I was inspired by a podcast called The 500 hosted by Los Angeles-based comedian Josh Adam Meyers. His goal, and mine, is to explore Rolling Stone Magazine's 2012 edition of The 500 Greatest Albums of All Time.
Album: # 339
Album Title: The Heart Of Saturday Night
Artist: Tom Waits
Genre: Blues, Jazz, Folk
Recorded: Wally Heider Studios, Hollywood, California
Released: October, 1974
My age at release: 9
How familiar was I with it before this week: A little
Is it on the 2020 list? No
Song I am putting on my Spotify Playlist: (Looking for) The Heart Of Saturday
For the third and final time, we have a Tom Waits record on The 500. Previously, I wrote about 1985's Rain Dogs (#399) and Mule Variations (#416), which was released in 1999. The Heart Of Saturday, is the second studio album from Waits and my favourite of the three. The album cover depicts an exhausted Waits, smoking a cigarette outside a cocktail lounge while a blonde woman observes him a short distance away. The moody, night-life cover reflecting the melancholy of Waits' songs was inspired by the 1955 Frank Sinatra record, In The Wee Small Hours -- an album which is also on The 500, at #101. Waits' music isn't for everyone. His gravelly voice is off-putting to some and others find his lyrics, which focus on the underbelly of society, depressing and sometimes morose. In the 80s and 90s, Waits became increasingly experimental. He dabbled with cacophonous, industrial sounds and bizarre, sometimes grotesque, arrangements on later releases. However, this record, The Heart Of Saturday Night, and his debut release, Closing Time, are more conventional and likely more appealing to most listeners.

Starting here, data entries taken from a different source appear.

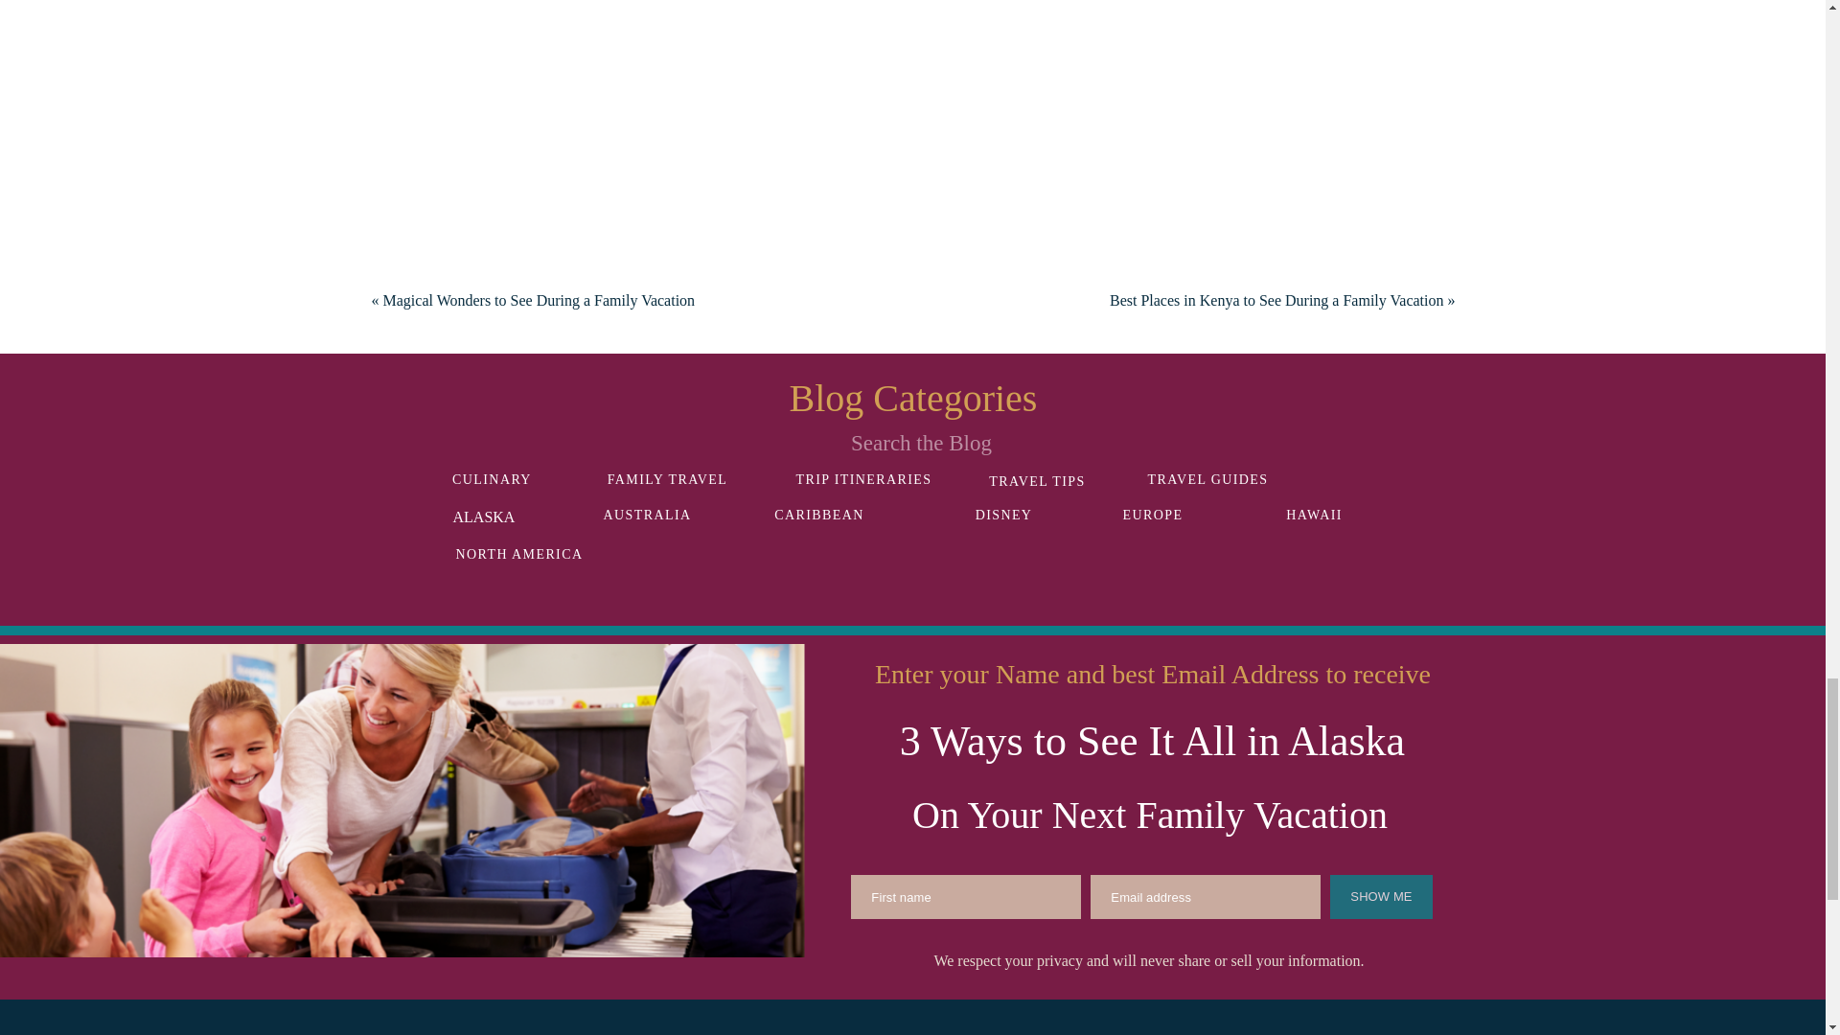 Image resolution: width=1840 pixels, height=1035 pixels. Describe the element at coordinates (520, 554) in the screenshot. I see `NORTH AMERICA` at that location.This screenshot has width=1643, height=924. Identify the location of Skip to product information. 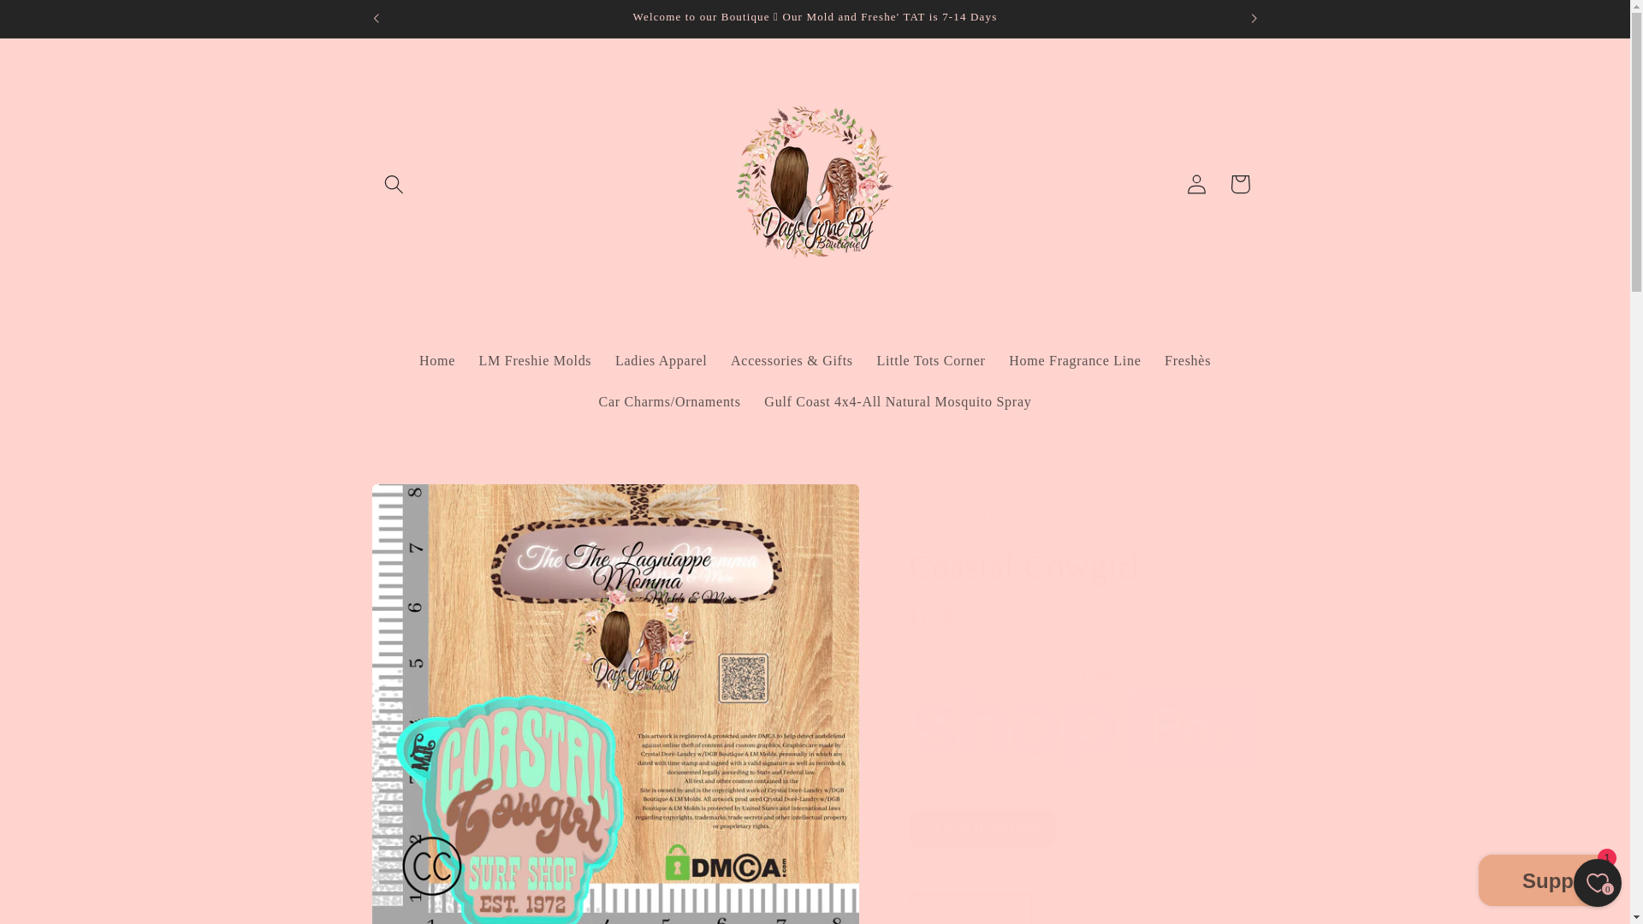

If I were to introduce the uninitiated to Waits, I would play them side two from Saturday Night long before revealing Mule Variations, Rain Dogs or Bone Machine. Indeed, much about the tone of those records can be gleaned from the titles and album covers alone.I discovered The Heart Of Saturday Night while working as a bartender in the late 90s. |
Garlics Restaurant - my home away from home for 12 years |
One particularly busy night, this record was in the rotation. At that time I was less familiar with the songs on it, so I was taken by surprise when Rob, a waiter who is still my good friend, walked by and, with an impish smile, said plaintively:
"Colder than a whale-digger's ass."
Talk about your non-sequitur. I was flummoxed and, as Rob walked away to continue serving customers, my head swirled with questions.
"What the hell is a whale-digger?"
"Was whale-digging something out of Moby Dick?"
"Maybe they are sea-hardy fishermen who harpoon sperm whales in order to dig for the precious ambergris deep in their intestines?"
"I suppose that would be cold work, right?"
"Why did Rob say he was cold?"
Some time later, I got a chance to ask Rob to clarify. "What did you mean with the whale-digger's ass?"
"Not whale...well-digger's ass", he clarified, "on the Tom Waits record." "Colder than a well-digger's ass", I would learn, is a popular idiom in the southern United States. Waits' writes it into the fifth track on side one, Diamonds On My Windshield, a beatnik-style, spoken word, jazz performance that includes this verse:
"And a Wisconsin hiker with a cue-ball head
He's wishing he was home in a Wisconsin bed
But there's fifteen feet of snow in the East
Colder then a well-digger's ass
And it's colder than a well-digger's ass"
Diamonds On My Windshield is an unexpected departure from the other tracks on the record, which are perfect late-night, wine-sipping music. In fact, I was playing it in my classroom during a recess period this week. A few students stayed behind to play cards (aka: avoid the cold weather). As the record played, one piped up and said:
"This is the kind of music you hear in a fancy restaurant."
He was spot on, and I highly recommend The Heart Of Saturday Night for your next dinner party, or any time when the wine is close at hand and you want to escape into Waits' melancholy and wistful world for an hour.
And I'm still not convinced that the job of "whale-digging" doesn't exist.
Cocktail Party Fact
In 1979, Tom Waits sat down for an interview with Australian TV host Don Lane. Many believe the strange interview, available here on YouTube, helped inspire Heath Ledger's performance at The Joker for The Dark Knight movie. Unfortunately, Ledger died in 2008, so it can't be confirmed. You be the judge.